Battle of the Somme – 100 Years

On this day, 100 years ago, the Somme Offensive began.  The Battle of the Somme was the first offensive fought by the English and French army against the German Empire.

Spanning over 3 months, until November 18 1916, the battle was the one of the largest of World War I. It is also remembered as one of the bloodiest battles in human history – killing or wounding more than one million men. On the first day of battle alone, the British army faced the most casualties in their entire history; losing 54,470 men, 19,240 of those whom were killed.

In Pen and Sword’s new book The Somme: The Epic Battle in the Soldiers’ Own Words and Photographsauthor Richard Van Emden has compiled a collection of soldier photographs and writing that illustrate the extraordinary carnage and courage of the campaign.

From Second Lieutenant Frederick Roe, 1/6th Gloucestershire Regiment:

How do men conduct themselves at such a time, whether wounded or unwounded? I saw a great many who had become uncontrollable, shouting loudly and swearing violently. A few wept with the excitement. Others were desperately benumbed and quiet at the sight of such awful carnage. I saw quite a number of men with their lips moving soundlessly in some sort of prayer…If I try to think back as to how I myself behaved, I can only remember an acute awareness of all that was going on down to the smallest detail, and a feeling of overwhelming tiredness and brain-numbness which had to be fought against the whole time. Perhaps the worst of all was knowledge that I was entirely on my own: no appreciation of the general progress of the battle was at all possible and yet I was terribly concerned that I must do what I had been set to do in spite of all the adverse circumstances…

Two sights from this hour also cling to my memory. I saw through my glasses a shell explode close to a recumbent soldier. It shot him into the air like an arrow and apparently all in one piece. As the human missile slowed down at the top of its trajectory it turned very slowly into a horizontal position high up in the air and seemed to stay quite still for what seemed like an eternity of time. It then suddenly came hurtling down to the ground head first and did not move again. Sometime later in the afternoon I saw through my glasses a soldier sitting up in a shallow crater in no-man’s-land and tearing up his shirt to make himself some bandaging. To my horror on the next morning, I saw that he was still sitting up in the shell crater.

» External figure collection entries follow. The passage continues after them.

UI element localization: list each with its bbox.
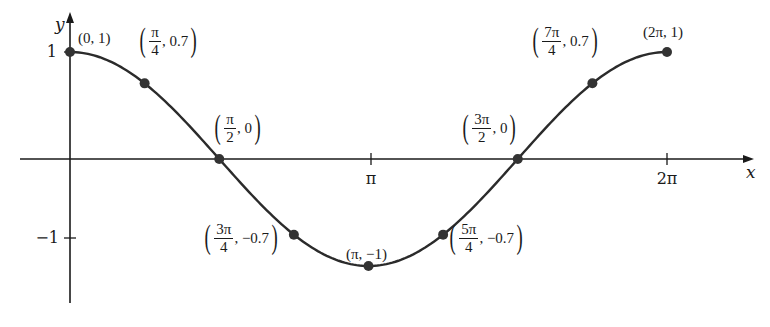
- fraction: 3π4: [214, 222, 233, 255]
- open-paren: (: [205, 220, 211, 254]
- fraction-numerator: π: [149, 25, 161, 42]
- fraction: π2: [224, 112, 236, 145]
- point-label-pi-neg1: (π, −1): [346, 247, 387, 262]
- point-label-rest: , 0.7: [562, 34, 588, 49]
- point-label-rest: , −0.7: [234, 231, 269, 246]
- close-paren: ): [517, 220, 523, 254]
- data-point: [587, 78, 597, 88]
- y-axis-arrow-icon: [66, 12, 74, 23]
- fraction: 7π4: [542, 25, 561, 58]
- point-label-text: (0, 1): [78, 30, 111, 46]
- data-point: [289, 230, 299, 240]
- x-axis-label: x: [746, 162, 756, 182]
- fraction-numerator: 3π: [214, 222, 233, 239]
- point-label-pi-over-4: ( π4 , 0.7 ): [137, 25, 199, 58]
- fraction-denominator: 2: [226, 129, 234, 145]
- fraction-numerator: 5π: [459, 222, 478, 239]
- point-label-3pi-over-2: ( 3π2 , 0 ): [460, 112, 519, 145]
- y-tick-label-neg1: −1: [35, 228, 59, 247]
- point-label-text: (2π, 1): [643, 24, 683, 40]
- point-label-2pi-1: (2π, 1): [643, 25, 683, 40]
- data-point: [513, 154, 523, 164]
- y-axis-label: y: [54, 14, 65, 34]
- data-point: [214, 154, 224, 164]
- close-paren: ): [591, 23, 597, 57]
- x-tick-label-2pi: 2π: [657, 169, 678, 188]
- open-paren: (: [533, 23, 539, 57]
- point-label-3pi-over-4: ( 3π4 , −0.7 ): [202, 222, 280, 255]
- y-tick-label-1: 1: [47, 42, 57, 61]
- fraction-numerator: 7π: [542, 25, 561, 42]
- point-label-rest: , 0.7: [162, 34, 188, 49]
- fraction-denominator: 4: [548, 42, 556, 58]
- point-label-5pi-over-4: ( 5π4 , −0.7 ): [447, 222, 525, 255]
- fraction-denominator: 4: [220, 239, 228, 255]
- point-label-text: (π, −1): [346, 246, 387, 262]
- point-label-7pi-over-4: ( 7π4 , 0.7 ): [530, 25, 600, 58]
- open-paren: (: [140, 23, 146, 57]
- close-paren: ): [254, 110, 260, 144]
- data-point: [662, 47, 672, 57]
- open-paren: (: [463, 110, 469, 144]
- fraction-numerator: π: [224, 112, 236, 129]
- open-paren: (: [450, 220, 456, 254]
- point-label-rest: , 0: [237, 121, 252, 136]
- fraction: 5π4: [459, 222, 478, 255]
- cosine-chart: π 2π 1 −1 x y: [0, 0, 770, 327]
- point-label-rest: , −0.7: [479, 231, 514, 246]
- fraction-denominator: 4: [465, 239, 473, 255]
- fraction-denominator: 4: [151, 42, 159, 58]
- fraction: π4: [149, 25, 161, 58]
- data-point: [140, 78, 150, 88]
- point-label-pi-over-2: ( π2 , 0 ): [212, 112, 263, 145]
- data-point: [65, 47, 75, 57]
- close-paren: ): [272, 220, 278, 254]
- close-paren: ): [510, 110, 516, 144]
- point-label-rest: , 0: [492, 121, 507, 136]
- point-label-0-1: (0, 1): [78, 31, 111, 46]
- fraction: 3π2: [472, 112, 491, 145]
- close-paren: ): [191, 23, 197, 57]
- fraction-numerator: 3π: [472, 112, 491, 129]
- x-tick-label-pi: π: [366, 169, 377, 188]
- fraction-denominator: 2: [478, 129, 486, 145]
- data-point: [364, 261, 374, 271]
- open-paren: (: [215, 110, 221, 144]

Due to its scale and destruction, thousands of recollections and studies have been written about the offensive. However, unlike other famous battles throughout history, the Battle of the Somme was also filmed and released to the public on August 10, 1916 under the title The Battle of the SommeA great success, 20 million people saw it in theaters within the first six weeks of its release.

In Ghosts on the Somme: Filming the Battle, June-July 1916, the introduction states:

The film’s greatest importance, however, and the reason for its astonishing success with British cinema audiences on its release in 1916, was the feeling among members of those audiences that the film was making it possible for them to share some of the reality of what their husbands, sons, brothers, neighbors and other loved ones were experiencing in the actual battle of the Somme.